GPT (Generative Pre-trained Transformer)

Overview

GPT, or Generative Pre-trained Transformer, is a model architecture designed for generating new text. It is based on the decoder module of the transformer architecture. The primary function of GPT models is to predict the next token in a sequence, which they achieve by processing input text through a series of components, resulting in a high-dimensional output corresponding to the vocabulary size.

Architecture

The architecture of GPT models is built upon the transformer architecture, which includes several key components:

  1. Token and Positional Embeddings: The input text is first tokenized and then converted into token embeddings. These embeddings are augmented with positional embeddings to incorporate the order of tokens in the sequence.

  2. Transformer Blocks: The combined token and positional embeddings form a tensor that is passed through multiple transformer blocks. Each block contains multi-head attention and feed-forward neural network layers, along with dropout and layer normalization. These blocks are stacked and repeated multiple times (e.g., 12 times in some configurations).

  3. Final Output Layer: After processing through the transformer blocks, the output is normalized and passed through a final linear layer to produce logits corresponding to the vocabulary size.

The following figure provides a visual overview of the GPT model architecture:

[Figure 4.15](https://livebook.manning.com/build-a-large-language-model-from-scratch/chapter-4/figure--4-15) An overview of the GPT model architecture showing the flow of data through the GPT model. Starting from the bottom, tokenized text is first converted into token embeddings, which are then augmented with positional embeddings. This combined information forms a tensor that is passed through a series of transformer blocks shown in the center (each containing multi-head attention and feed forward neural network layers with dropout and layer normalization), which are stacked on top of each other and repeated 12 times. Figure 4.15 An overview of the GPT model architecture showing the flow of data through the GPT model.

Implementation

The GPT model can be implemented using a class structure in a deep learning framework such as PyTorch. Below is an example implementation of the GPT model architecture:

Listing 4.7 The GPT model architecture implementation

class GPTModel(nn.Module):
    def __init__(self, cfg):
        super().__init__()
        self.tok_emb = nn.Embedding(cfg["vocab_size"], cfg["emb_dim"])
        self.pos_emb = nn.Embedding(cfg["context_length"], cfg["emb_dim"])
        self.drop_emb = nn.Dropout(cfg["drop_rate"])

        self.trf_blocks = nn.Sequential(
            *[TransformerBlock(cfg) for _ in range(cfg["n_layers"])]
        )

        self.final_norm = LayerNorm(cfg["emb_dim"])
        self.out_head = nn.Linear(
            cfg["emb_dim"], cfg["vocab_size"], bias=False
        )

    def forward(self, in_idx):
        batch_size, seq_len = in_idx.shape
        tok_embeds = self.tok_emb(in_idx)
        pos_embeds = self.pos_emb(
            torch.arange(seq_len, device=in_idx.device)
        )
        x = tok_embeds + pos_embeds
        x = self.drop_emb(x)
        x = self.trf_blocks(x)
        x = self.final_norm(x)
        logits = self.out_head(x)
        return logits

Usage

The term gpt often refers to an instance of the GPTModel class. This instance is initialized with a configuration dictionary and can be used to load and evaluate the GPT-2 model with pretrained weights. The gpt instance is commonly used for generating text and performing other related tasks.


▶ _YOUR OBJECTIVE_:
Which lines of the listing hold the string "Mean"? Copy those lines.

RECORDS PROVIDED Block Start

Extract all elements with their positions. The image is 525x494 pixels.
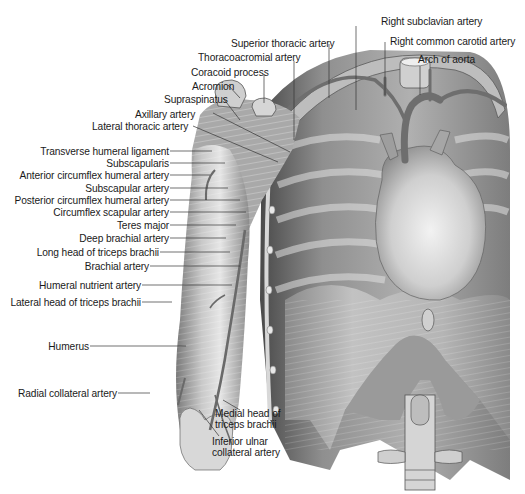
label-brachial-artery: Brachial artery [85, 261, 149, 272]
label-superior-thoracic-artery: Superior thoracic artery [231, 38, 334, 49]
label-teres-major: Teres major [117, 220, 169, 231]
diaphragm [285, 285, 510, 450]
label-transverse-humeral-ligament: Transverse humeral ligament [40, 146, 169, 157]
label-coracoid-process: Coracoid process [191, 67, 269, 78]
label-anterior-circumflex-humeral-artery: Anterior circumflex humeral artery [20, 170, 169, 181]
label-circumflex-scapular-artery: Circumflex scapular artery [53, 207, 169, 218]
label-humeral-nutrient-artery: Humeral nutrient artery [39, 280, 141, 291]
label-lateral-thoracic-artery: Lateral thoracic artery [92, 121, 188, 132]
label-arch-of-aorta: Arch of aorta [418, 54, 475, 65]
label-radial-collateral-artery: Radial collateral artery [18, 388, 117, 399]
anatomy-figure: Right subclavian artery Superior thoraci… [0, 0, 525, 494]
label-acromion: Acromion [192, 81, 234, 92]
label-inferior-ulnar-collateral-artery: Inferior ulnar collateral artery [212, 436, 280, 458]
label-supraspinatus: Supraspinatus [164, 94, 228, 105]
label-posterior-circumflex-humeral-artery: Posterior circumflex humeral artery [15, 195, 169, 206]
label-thoracoacromial-artery: Thoracoacromial artery [198, 52, 301, 63]
label-deep-brachial-artery: Deep brachial artery [79, 233, 169, 244]
label-medial-head-line1: Medial head of [215, 408, 280, 419]
label-axillary-artery: Axillary artery [135, 109, 195, 120]
label-long-head-of-triceps-brachii: Long head of triceps brachii [37, 247, 159, 258]
label-subscapularis: Subscapularis [106, 158, 169, 169]
label-medial-head-line2: triceps brachii [215, 419, 280, 430]
label-inferior-ulnar-line2: collateral artery [212, 447, 280, 458]
label-humerus: Humerus [48, 341, 89, 352]
label-medial-head-of-triceps-brachii: Medial head of triceps brachii [215, 408, 280, 430]
label-subscapular-artery: Subscapular artery [85, 183, 169, 194]
label-right-common-carotid-artery: Right common carotid artery [390, 36, 515, 47]
label-right-subclavian-artery: Right subclavian artery [381, 16, 482, 27]
label-inferior-ulnar-line1: Inferior ulnar [212, 436, 280, 447]
label-lateral-head-of-triceps-brachii: Lateral head of triceps brachii [10, 297, 141, 308]
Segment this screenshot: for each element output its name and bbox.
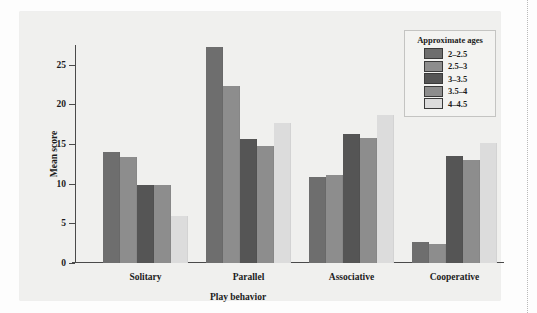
legend-entry: 4–4.5 xyxy=(424,98,490,109)
y-tick-label: 20 xyxy=(57,99,67,109)
legend-label: 4–4.5 xyxy=(448,99,467,109)
bar-group: Solitary xyxy=(103,45,188,263)
legend-label: 2.5–3 xyxy=(448,61,467,71)
bar xyxy=(360,138,377,263)
bar xyxy=(206,47,223,263)
bar xyxy=(326,175,343,263)
chart-legend: Approximate ages 2–2.52.5–33–3.53.5–44–4… xyxy=(404,30,496,117)
legend-swatch xyxy=(424,98,443,109)
x-axis-category-label: Cooperative xyxy=(430,272,480,282)
legend-swatch xyxy=(424,73,443,84)
bar xyxy=(274,123,291,263)
bar xyxy=(309,177,326,263)
legend-entry: 3–3.5 xyxy=(424,73,490,84)
legend-swatch xyxy=(424,48,443,59)
legend-label: 3–3.5 xyxy=(448,74,467,84)
bar-group: Parallel xyxy=(206,45,291,263)
scan-edge-line xyxy=(527,0,528,313)
x-axis-title: Play behavior xyxy=(210,292,266,302)
y-tick-label: 5 xyxy=(61,218,66,228)
legend-label: 3.5–4 xyxy=(448,86,467,96)
legend-entries: 2–2.52.5–33–3.53.5–44–4.5 xyxy=(410,48,490,109)
bar xyxy=(377,115,394,263)
legend-entry: 2–2.5 xyxy=(424,48,490,59)
bar xyxy=(412,242,429,263)
chart-panel: 0510152025 Mean score SolitaryParallelAs… xyxy=(20,12,500,300)
bar xyxy=(223,86,240,263)
page-background: 0510152025 Mean score SolitaryParallelAs… xyxy=(0,0,537,313)
bar xyxy=(240,139,257,263)
bar xyxy=(446,156,463,263)
y-tick-label: 0 xyxy=(61,258,66,268)
legend-entry: 3.5–4 xyxy=(424,86,490,97)
legend-label: 2–2.5 xyxy=(448,49,467,59)
y-tick-label: 10 xyxy=(57,179,67,189)
bar xyxy=(463,160,480,263)
x-axis-category-label: Parallel xyxy=(233,272,265,282)
legend-swatch xyxy=(424,61,443,72)
legend-title: Approximate ages xyxy=(410,35,490,45)
bar xyxy=(137,185,154,263)
x-axis-category-label: Associative xyxy=(329,272,374,282)
bar xyxy=(103,152,120,263)
bar xyxy=(120,157,137,263)
bar xyxy=(429,244,446,263)
y-axis-title: Mean score xyxy=(49,131,59,178)
bar xyxy=(171,216,188,263)
x-axis-category-label: Solitary xyxy=(129,272,161,282)
bar xyxy=(154,185,171,263)
bar-group: Associative xyxy=(309,45,394,263)
y-tick-mark xyxy=(69,263,75,264)
y-tick-label: 25 xyxy=(57,60,67,70)
legend-entry: 2.5–3 xyxy=(424,61,490,72)
bar xyxy=(257,146,274,263)
bar xyxy=(480,143,497,263)
legend-swatch xyxy=(424,86,443,97)
bar xyxy=(343,134,360,263)
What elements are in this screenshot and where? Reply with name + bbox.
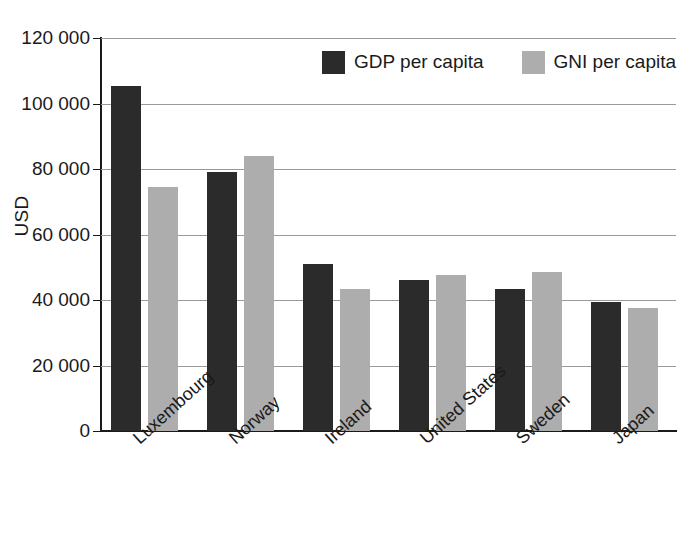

RECORDS PROVIDED Block End

▶ _PROBLEM SOLUTION_:
chart-panel: 0510152025 Mean score SolitaryParallelAs… xyxy=(20,12,500,300)
page-background: 0510152025 Mean score SolitaryParallelAs… xyxy=(0,0,537,313)
y-axis-title: Mean score xyxy=(49,131,59,178)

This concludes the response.